Description
Exquisitely recorded and mixed between February and May 1995 at ZSF Produkt Studio, Masami Akita’s home studio from the late 80s to late 90s, “Magnesia Nova” is a stunning immersion in the world of Merzbow during one of the project’s most engrossing and important periods. Inspired by the intersection between Greece and Japan, and between Western and Eastern civilization, along with work of Athanasius Kircher (all of the track titles have been taken from Kircher’s works), the album is a true blast of noise, meticulously crafted into gorgeous sound collages.
This is the first time this seminal document from Merzbow’s ’90s period has ever appeared on vinyl, in double LP format, featuring 20 minutes of unreleased bonus material from the same period of the recording sessions. Like all his work since the early nineties, “Magnesia Nova” is an uncompromising cascade of brutal noise. In this album you find nothing of the minimalism of his early 80s, completely overwhelmed by synthesizers and handmade objects that become his unconventional weapons to create bursts of noise.
The album begins with “Rituale Lucis” and “Magnesia Nova”, a parade of overloaded, layered and pulsating synthesizers and feedback. Two minutes are enough for the artist to take us to the territories of the most creative experimentation in the history of noise. They are sounds from a parallel universe suspended in time and straight out of an old amp that mumbles before going back to freaking out with synth razors. The sounds are unlike anything else played before or after. You find yourself in the world of dreams and the rhythm of the sound construction thickens, until the great progression of eternal noise materializes.
On the second side of the first record the crashes of noise return and the gates of primordial chaos open with “Oedipus Organum”, while “Specula Naturalum” comes to an end, as if it had never begun: perhaps it has been there since the beginning of time, an explosion of synthetic sounds, which seem like the spatial drifts for minor chords by Klaus Schulze. The second record opens with “Pantometrum Erotica” that begins with a dark modulation, where an obsessive rhythm alternates with screams of noise and the now familiar synthesizer sound and continue with “Sphinx Mystagoga” where everything collapses into a single otherworldly synthesizer voice that explores an uninhabited planet.
Released in an edition of 299 copies in a redesigned reverse cardboard gatefold sleeve with original painted art by Masami Akita, “Magnesia Nova” is a stunning piece of work that blurs the boundaries between pure noise, performance and experimental music. Once again we are immersed in the thrilling sonorous universe of one of the most striking and legendary noise artists from Japan. Easily one of the most curious and engaging records we’ve heard so far this year, and not to be missed.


Task description: When you reach the listing, restate it word for word, leaving nothing out.

Dataset extract Block Start

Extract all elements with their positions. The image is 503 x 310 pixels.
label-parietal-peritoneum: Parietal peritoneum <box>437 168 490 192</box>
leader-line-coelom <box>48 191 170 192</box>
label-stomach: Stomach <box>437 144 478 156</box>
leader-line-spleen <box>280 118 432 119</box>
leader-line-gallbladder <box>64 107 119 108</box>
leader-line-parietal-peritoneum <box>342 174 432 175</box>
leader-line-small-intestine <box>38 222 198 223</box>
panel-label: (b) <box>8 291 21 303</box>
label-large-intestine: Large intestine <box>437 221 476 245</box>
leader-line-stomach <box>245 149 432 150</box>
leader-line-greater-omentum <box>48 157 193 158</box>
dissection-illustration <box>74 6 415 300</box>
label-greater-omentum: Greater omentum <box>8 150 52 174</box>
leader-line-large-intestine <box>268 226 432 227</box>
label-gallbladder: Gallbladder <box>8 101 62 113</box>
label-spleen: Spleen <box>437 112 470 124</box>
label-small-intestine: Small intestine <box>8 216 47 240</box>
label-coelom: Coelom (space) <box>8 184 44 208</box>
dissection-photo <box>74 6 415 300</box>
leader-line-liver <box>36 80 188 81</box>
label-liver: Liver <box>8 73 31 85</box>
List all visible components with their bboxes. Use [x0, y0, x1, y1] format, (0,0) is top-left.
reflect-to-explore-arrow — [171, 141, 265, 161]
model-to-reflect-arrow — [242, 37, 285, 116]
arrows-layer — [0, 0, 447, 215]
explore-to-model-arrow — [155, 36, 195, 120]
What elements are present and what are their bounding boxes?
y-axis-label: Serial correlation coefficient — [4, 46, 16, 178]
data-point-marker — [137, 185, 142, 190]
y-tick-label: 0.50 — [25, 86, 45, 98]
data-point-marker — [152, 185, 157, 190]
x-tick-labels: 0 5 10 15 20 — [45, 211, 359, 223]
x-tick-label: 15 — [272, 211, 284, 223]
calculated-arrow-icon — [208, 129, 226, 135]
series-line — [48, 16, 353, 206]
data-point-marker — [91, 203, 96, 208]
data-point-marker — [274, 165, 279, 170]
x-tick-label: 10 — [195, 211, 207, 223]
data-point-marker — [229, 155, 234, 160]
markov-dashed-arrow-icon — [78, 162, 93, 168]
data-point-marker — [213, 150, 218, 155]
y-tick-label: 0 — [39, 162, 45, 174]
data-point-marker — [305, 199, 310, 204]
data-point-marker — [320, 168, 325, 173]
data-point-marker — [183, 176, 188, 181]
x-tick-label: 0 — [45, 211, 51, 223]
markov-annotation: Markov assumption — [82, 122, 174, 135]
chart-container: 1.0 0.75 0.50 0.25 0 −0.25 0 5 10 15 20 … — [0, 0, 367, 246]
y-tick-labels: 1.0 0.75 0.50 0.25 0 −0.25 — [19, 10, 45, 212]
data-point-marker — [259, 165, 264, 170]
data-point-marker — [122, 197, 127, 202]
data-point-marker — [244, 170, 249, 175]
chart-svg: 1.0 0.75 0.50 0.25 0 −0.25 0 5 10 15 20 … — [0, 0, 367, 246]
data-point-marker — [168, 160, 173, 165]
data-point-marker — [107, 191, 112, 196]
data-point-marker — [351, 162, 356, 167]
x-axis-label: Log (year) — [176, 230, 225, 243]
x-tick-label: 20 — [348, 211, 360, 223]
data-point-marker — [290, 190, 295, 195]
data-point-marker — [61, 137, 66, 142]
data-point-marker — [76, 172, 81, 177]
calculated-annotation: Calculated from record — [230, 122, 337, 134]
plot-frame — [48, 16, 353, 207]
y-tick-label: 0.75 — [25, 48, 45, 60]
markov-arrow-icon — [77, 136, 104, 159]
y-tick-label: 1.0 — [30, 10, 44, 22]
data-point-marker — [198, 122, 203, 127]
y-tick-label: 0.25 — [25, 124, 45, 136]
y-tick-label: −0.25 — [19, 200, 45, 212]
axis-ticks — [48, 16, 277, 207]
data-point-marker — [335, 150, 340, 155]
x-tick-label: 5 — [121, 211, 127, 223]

Dataset extract Block End

Expected answer:
Extract all elements with their positions. The image is 503 x 310 pixels.
label-parietal-peritoneum: Parietal peritoneum <box>437 168 490 192</box>
leader-line-coelom <box>48 191 170 192</box>
label-stomach: Stomach <box>437 144 478 156</box>
leader-line-spleen <box>280 118 432 119</box>
leader-line-gallbladder <box>64 107 119 108</box>
leader-line-parietal-peritoneum <box>342 174 432 175</box>
leader-line-small-intestine <box>38 222 198 223</box>
panel-label: (b) <box>8 291 21 303</box>
label-large-intestine: Large intestine <box>437 221 476 245</box>
leader-line-stomach <box>245 149 432 150</box>
leader-line-greater-omentum <box>48 157 193 158</box>
dissection-illustration <box>74 6 415 300</box>
label-greater-omentum: Greater omentum <box>8 150 52 174</box>
leader-line-large-intestine <box>268 226 432 227</box>
label-gallbladder: Gallbladder <box>8 101 62 113</box>
label-spleen: Spleen <box>437 112 470 124</box>
label-small-intestine: Small intestine <box>8 216 47 240</box>
label-coelom: Coelom (space) <box>8 184 44 208</box>
dissection-photo <box>74 6 415 300</box>
leader-line-liver <box>36 80 188 81</box>
label-liver: Liver <box>8 73 31 85</box>
List all visible components with their bboxes. Use [x0, y0, x1, y1] format, (0,0) is top-left.
reflect-to-explore-arrow — [171, 141, 265, 161]
model-to-reflect-arrow — [242, 37, 285, 116]
arrows-layer — [0, 0, 447, 215]
explore-to-model-arrow — [155, 36, 195, 120]
What elements are present and what are their bounding boxes?
y-axis-label: Serial correlation coefficient — [4, 46, 16, 178]
data-point-marker — [137, 185, 142, 190]
y-tick-label: 0.50 — [25, 86, 45, 98]
data-point-marker — [152, 185, 157, 190]
x-tick-labels: 0 5 10 15 20 — [45, 211, 359, 223]
x-tick-label: 15 — [272, 211, 284, 223]
calculated-arrow-icon — [208, 129, 226, 135]
series-line — [48, 16, 353, 206]
data-point-marker — [91, 203, 96, 208]
data-point-marker — [274, 165, 279, 170]
x-tick-label: 10 — [195, 211, 207, 223]
data-point-marker — [229, 155, 234, 160]
markov-dashed-arrow-icon — [78, 162, 93, 168]
data-point-marker — [213, 150, 218, 155]
y-tick-label: 0 — [39, 162, 45, 174]
data-point-marker — [305, 199, 310, 204]
data-point-marker — [320, 168, 325, 173]
data-point-marker — [183, 176, 188, 181]
x-tick-label: 0 — [45, 211, 51, 223]
markov-annotation: Markov assumption — [82, 122, 174, 135]
chart-container: 1.0 0.75 0.50 0.25 0 −0.25 0 5 10 15 20 … — [0, 0, 367, 246]
y-tick-labels: 1.0 0.75 0.50 0.25 0 −0.25 — [19, 10, 45, 212]
data-point-marker — [259, 165, 264, 170]
data-point-marker — [122, 197, 127, 202]
data-point-marker — [244, 170, 249, 175]
chart-svg: 1.0 0.75 0.50 0.25 0 −0.25 0 5 10 15 20 … — [0, 0, 367, 246]
data-point-marker — [168, 160, 173, 165]
data-point-marker — [107, 191, 112, 196]
data-point-marker — [351, 162, 356, 167]
x-axis-label: Log (year) — [176, 230, 225, 243]
x-tick-label: 20 — [348, 211, 360, 223]
data-point-marker — [290, 190, 295, 195]
data-point-marker — [61, 137, 66, 142]
data-point-marker — [76, 172, 81, 177]
calculated-annotation: Calculated from record — [230, 122, 337, 134]
plot-frame — [48, 16, 353, 207]
y-tick-label: 0.75 — [25, 48, 45, 60]
markov-arrow-icon — [77, 136, 104, 159]
y-tick-label: 1.0 — [30, 10, 44, 22]
data-point-marker — [198, 122, 203, 127]
y-tick-label: 0.25 — [25, 124, 45, 136]
y-tick-label: −0.25 — [19, 200, 45, 212]
axis-ticks — [48, 16, 277, 207]
data-point-marker — [335, 150, 340, 155]
x-tick-label: 5 — [121, 211, 127, 223]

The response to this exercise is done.